Tuesday 30 August 2016

Who am I?



My sense of self is a linear continuum that extends from deep within myself, up through my being and outside myself to my physical body and social environment and further extending out to encompass geography as well as history because it all is dynamic with a time dimension.

The two directions of this line extend opposite to each other from the central point that is the unity of my total self, but nothing that is not myself.  Each presents a one-sided image of the self, with the two sides being like the two sides of the body or the brain, mirror images of each other, though each independent and not identical in detail.

This line that transcends many orders of magnitude is not an even progression.  Like many physical phenomena, such as the banding of rocks round stars to form planets or the quantum leaps of tiny particles, this dimension has Energy Levels that resonate and form patterns and structures.  These are the various orders of magnitude at which Science finds evidence of a unified structure, usually with random relevance to energy levels at remote orders of magnitude.

Being a bi-directional dimension, perhaps it is better called a bimension.  So many phenomena can approach zero from either direction, but find on close proximity, that when unity is passed in a reducing direction, what might have appeared as a steep decline suddenly levels off and reduces as a decreasing rate so it is impossible to reach zero from either direction in a mathematically asymptotic balanced infinitude.

These two selves are a mental construct, and the phenomenon is probably valid for everyone.  We have an inner self and we have a public self.  Who we are as entities in the world, like the public persona of famous people, is one self and our private lives, especially as lived in our heads, perhaps in the dark, at night both awake and asleep is another.  It might perhaps be observed that most people are raised from childhood to bring these into unison and it is the education system’s role to direct how they develop with age.  When these two selves diverge, some forms of mental illness can ensue.  However, it is wrong to suggest everyone with this split sense of self is mentally ill, because it is almost certainly universal and normal and natural. 

This is not to be confused with other linear measurements of human activity, such as Political left and right, religiosity, optimism, wealth or income.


### What the task requires
What follows is a set of records; restate each one word for word and drop the pictures.

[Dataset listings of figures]
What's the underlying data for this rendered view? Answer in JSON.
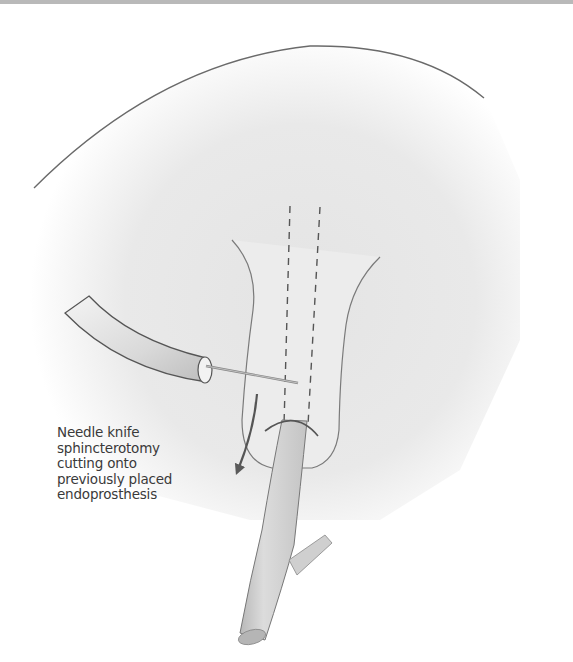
{
  "figure": {
    "annotation_lines": [
      "Needle knife",
      "sphincterotomy",
      "cutting onto",
      "previously placed",
      "endoprosthesis"
    ]
  },
  "colors": {
    "line": "#6a6a6a",
    "shade": "#e6e6e6",
    "text": "#3a3a3a",
    "topbar": "#b9b9b9"
  }
}
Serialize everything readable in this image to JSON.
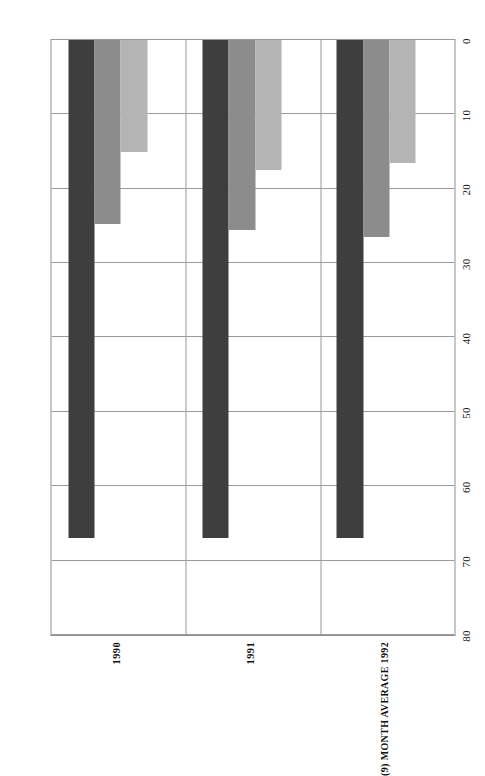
{
  "chart_data": {
    "type": "bar",
    "orientation": "horizontal",
    "title": "",
    "subtitle": "",
    "xlabel": "",
    "ylabel": "",
    "categories": [
      "1990",
      "1991",
      "(9) MONTH AVERAGE 1992"
    ],
    "series": [
      {
        "name": "series-1",
        "color": "#3e3e3e",
        "values": [
          67,
          67,
          67
        ]
      },
      {
        "name": "series-2",
        "color": "#8c8c8c",
        "values": [
          24.7,
          25.5,
          26.5
        ]
      },
      {
        "name": "series-3",
        "color": "#b4b4b4",
        "values": [
          15,
          17.5,
          16.5
        ]
      }
    ],
    "value_axis": {
      "ticks": [
        "0",
        "10",
        "20",
        "30",
        "40",
        "50",
        "60",
        "70",
        "80"
      ],
      "tick_values": [
        0,
        10,
        20,
        30,
        40,
        50,
        60,
        70,
        80
      ],
      "min": 0,
      "max": 80,
      "direction": "right-to-left"
    },
    "grid": {
      "vertical": true,
      "horizontal": true
    },
    "legend": {
      "visible": false,
      "position": "none"
    },
    "page_rotation_degrees": 90
  },
  "colors": {
    "series_dark": "#3e3e3e",
    "series_mid": "#8c8c8c",
    "series_light": "#b4b4b4",
    "grid": "#9a9a9a",
    "frame": "#8e8e8e",
    "background": "#ffffff",
    "text": "#141414"
  }
}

### Result of the exercise
What's the underlying data for this rendered view? Answer in JSON.
{
  "figure": {
    "annotation_lines": [
      "Needle knife",
      "sphincterotomy",
      "cutting onto",
      "previously placed",
      "endoprosthesis"
    ]
  },
  "colors": {
    "line": "#6a6a6a",
    "shade": "#e6e6e6",
    "text": "#3a3a3a",
    "topbar": "#b9b9b9"
  }
}
Serialize everything readable in this image to JSON.
{
  "chart_data": {
    "type": "bar",
    "orientation": "horizontal",
    "title": "",
    "subtitle": "",
    "xlabel": "",
    "ylabel": "",
    "categories": [
      "1990",
      "1991",
      "(9) MONTH AVERAGE 1992"
    ],
    "series": [
      {
        "name": "series-1",
        "color": "#3e3e3e",
        "values": [
          67,
          67,
          67
        ]
      },
      {
        "name": "series-2",
        "color": "#8c8c8c",
        "values": [
          24.7,
          25.5,
          26.5
        ]
      },
      {
        "name": "series-3",
        "color": "#b4b4b4",
        "values": [
          15,
          17.5,
          16.5
        ]
      }
    ],
    "value_axis": {
      "ticks": [
        "0",
        "10",
        "20",
        "30",
        "40",
        "50",
        "60",
        "70",
        "80"
      ],
      "tick_values": [
        0,
        10,
        20,
        30,
        40,
        50,
        60,
        70,
        80
      ],
      "min": 0,
      "max": 80,
      "direction": "right-to-left"
    },
    "grid": {
      "vertical": true,
      "horizontal": true
    },
    "legend": {
      "visible": false,
      "position": "none"
    },
    "page_rotation_degrees": 90
  },
  "colors": {
    "series_dark": "#3e3e3e",
    "series_mid": "#8c8c8c",
    "series_light": "#b4b4b4",
    "grid": "#9a9a9a",
    "frame": "#8e8e8e",
    "background": "#ffffff",
    "text": "#141414"
  }
}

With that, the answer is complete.